"The First Comedy Strike" UPDATE
This Time magazine article compares the current WGA strike to the Comedy Store strike of 1979. Richard Zoglin calls it “the first comedy strike.” Interesting, because this current strike is a writers’ strike and not necessarily a comedy strike. We suppose that when people hear “writer,” they automatically think “comedy writer.”
The Hook: The ’79 strike was a “cautionary– and formative– experience,” for Leno and Letterman.

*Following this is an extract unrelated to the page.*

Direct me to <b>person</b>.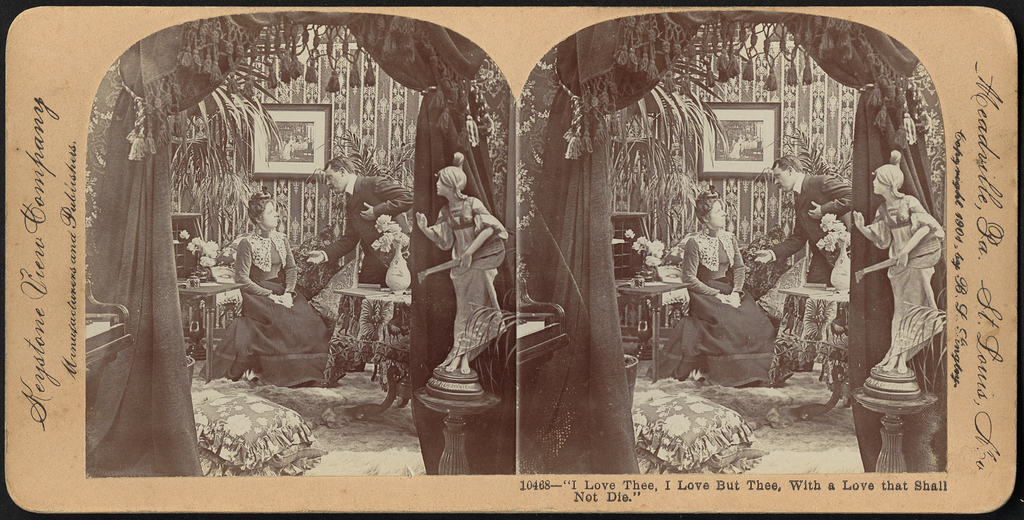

But first, The Setup, in paragraph four:
That walkout was the culmination of a decade in which stand-up became the voice of the counterculture generation. Like George Carlin, Richard Pryor and other pioneers of those years, the new stand-up comics were not just anti-Establishment rabble rousers; they were intimate, populist artists who got their power by convincing us that they were ordinary folks, with the same gripes and anxieties as everyone else. They joked about furnishing their tiny apartments and riding the subways and trying to get girls. The strike against the Comedy Store, the leading comedy club in Los Angeles, reinforced their real-life status as working-class crusaders…
The article then relies heavily on quotes from Jay Leno, David Letterman and Tom Dreesen— comics who could hardly be described as “the voice of the counterculture” or “working-class crusaders.”
My, what overheated language (emphasis ours) Zoglin packs into that graf! He no doubt had to bring the rhetorical heat when pitching the story to his editors. Elsewise, it’s just a story about comedians! And, as we all know, if comedians aren’t saving the world with their comedy, they’re misogynistic, bigoted “monkeys,” (as Tom Shales so nicely put it!)
UPDATE: Commenter “Steve” astutely point out that Zoglin takes the tack that he does because he is seeking to promote his book, “Comedy At The Edge,” and examination of how comics in the 70s changed standup comedy. For a review of that book, click here
2 Responses
Reply to: "The First Comedy Strike" UPDATE
My guess is that, since most of the attention during the strike has gone to the late night shows, they’re equating it with the comedy strike, particularly since Leno and Letterman figure prominently in both.
That dude only wrote that weak comparison article to promote his new book about comedy in the 70’s which is why he chose to compare the WGA strike to a stand-up comedy strike that happened in the 70’s instead of the more relevant comedy strike that occured a couple years ago in NYC. The Leno/Lettermen connection is trivial. Can’t hold it against Zoglin though, I’d do the same thing.